Simon Bridges has been underestimated and unfulfilled as a politician.
He never reached his full potential.
Politics will be a lot more boring without him.
His decision to quit now means he will forever be associated with "what-ifs" rather than any substantive legacy beyond the achievement of having beenLeader of the Opposition.
The what-ifs will especially be relevant if National forms the government after the next election.
What if he had stayed on and had become Christopher Luxon's Finance Minister?
What if the National caucus had held its nerve and not replaced him in an election year with an unproven rookie and the political train wreck that ensued.

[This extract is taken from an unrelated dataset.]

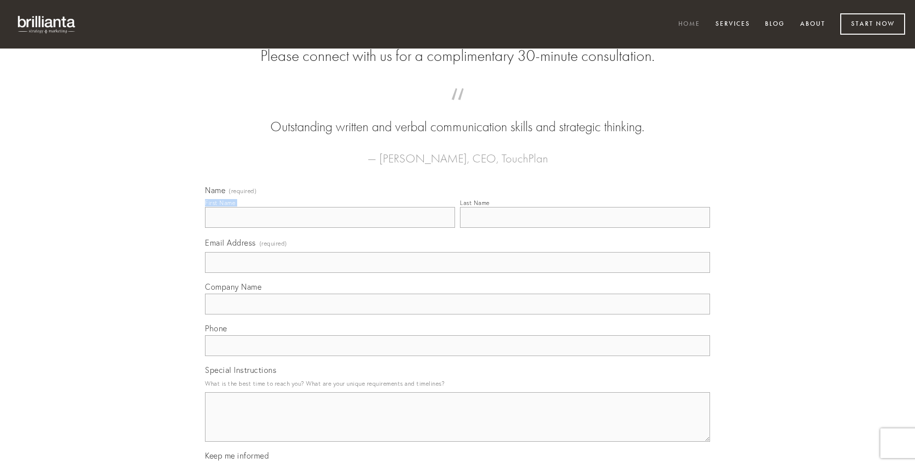  I want to click on h2: Please connect with us for a complimentary 30-minute consultation., so click(457, 56).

Bridges maintained a high poll rating for National, until Covid-19 appeared in election year, largely because he was able to pick and prosecute issues that mattered.
Not that that talent was appreciated within his own caucus.

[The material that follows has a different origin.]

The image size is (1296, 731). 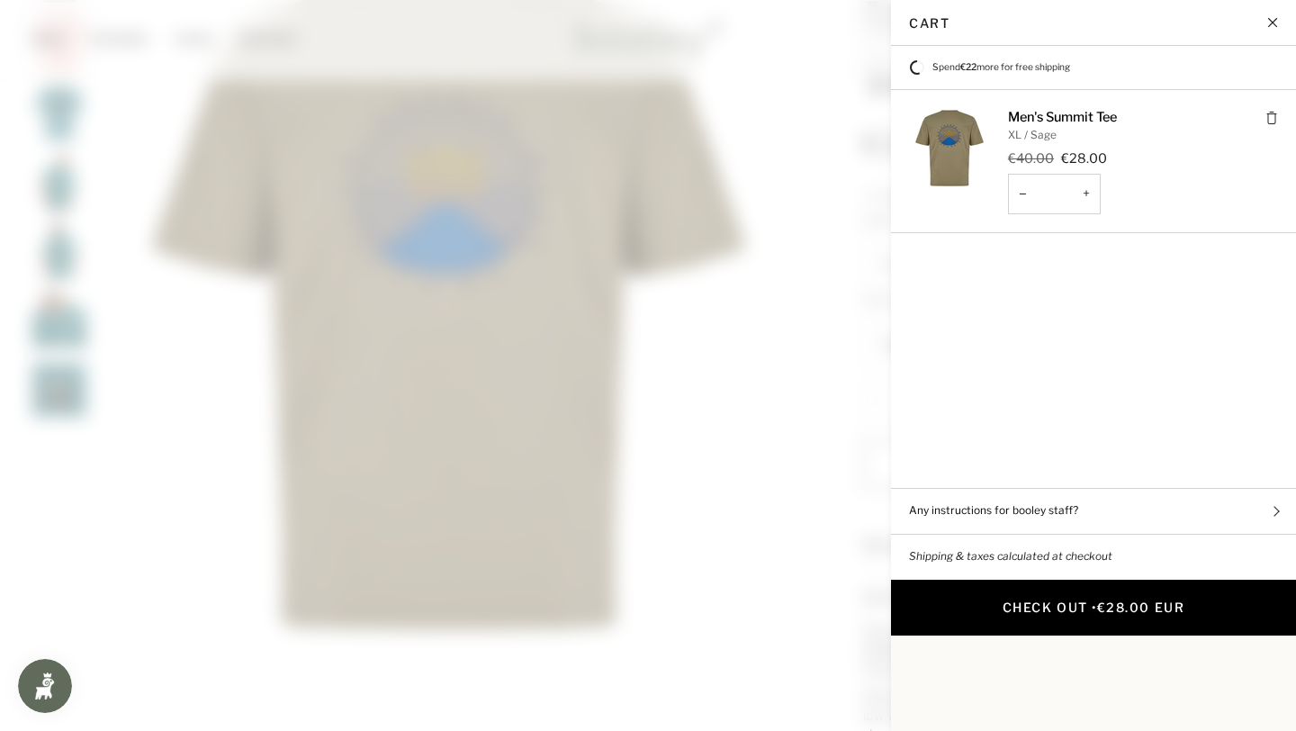 What do you see at coordinates (1083, 159) in the screenshot?
I see `mark: €28.00` at bounding box center [1083, 159].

The pandemic gave Jacinda Ardern a greater leadership opportunity than that handed to her by Winston Peters when he made her Prime Minister in 2017.
Bridges was consigned to irrelevancy and occasionally when his support for the patriotic war against Covid went off-key, opprobrium.
Bridges' initial win in the five-way leadership contest on February 2018 was a stunning victory against party heavyweights, including Steven Joyce and Amy Adams, soon after National lost power.
It was his finest political achievement by someone who had no powerful patrons in the party where such things matter. No one was whispering in his ear, telling him he could be Prime Minister one day.
The leadership vote in May 2020 by Todd Muller was close but Bridges could not muster enough loyalty to survive a challenge.
The path to redemption seemed to be suiting Bridges, not least because of the stunning success of his book, National Identity.
It was written in the raw aftermath of the leadership loss and was disarmingly frank about his sense of being an outsider, his identity as a Māori, a lawyer, a Christian, father and husband.
Bridges has been a better politician since then. He has been unconstrained and had the confidence of saying what he thinks instead of what he thinks he should say, and the experience to make it count.
He was more relaxed, and he was better liked – across the House.
He was going to be an important bridge between National and Māori voters.
When former leader Judith Collins tried to smear Bridges over an historic off-colour joke, there was immediate doubt about it. It precipitated her downfall as leader but Luxon replaced her and Bridges accepted Finance.
It must have been difficult for Bridges to sit in the leadership team, having been there himself, and having to work closely with two of the people who had toppled him, Nicola Willis and Chris Bishop.
Despite being only 45, Bridges' departure will leave a large hole in National. He is one of the most experienced MPs and held senior portfolios in the Cabinet.
But leaving now will give him the chance at the third career after the law and politics, in a role yet to be revealed.
Whatever the job is that lured him away from politics - and it was clear from his press conference that he has a job to go to – he is likely to have a high impact.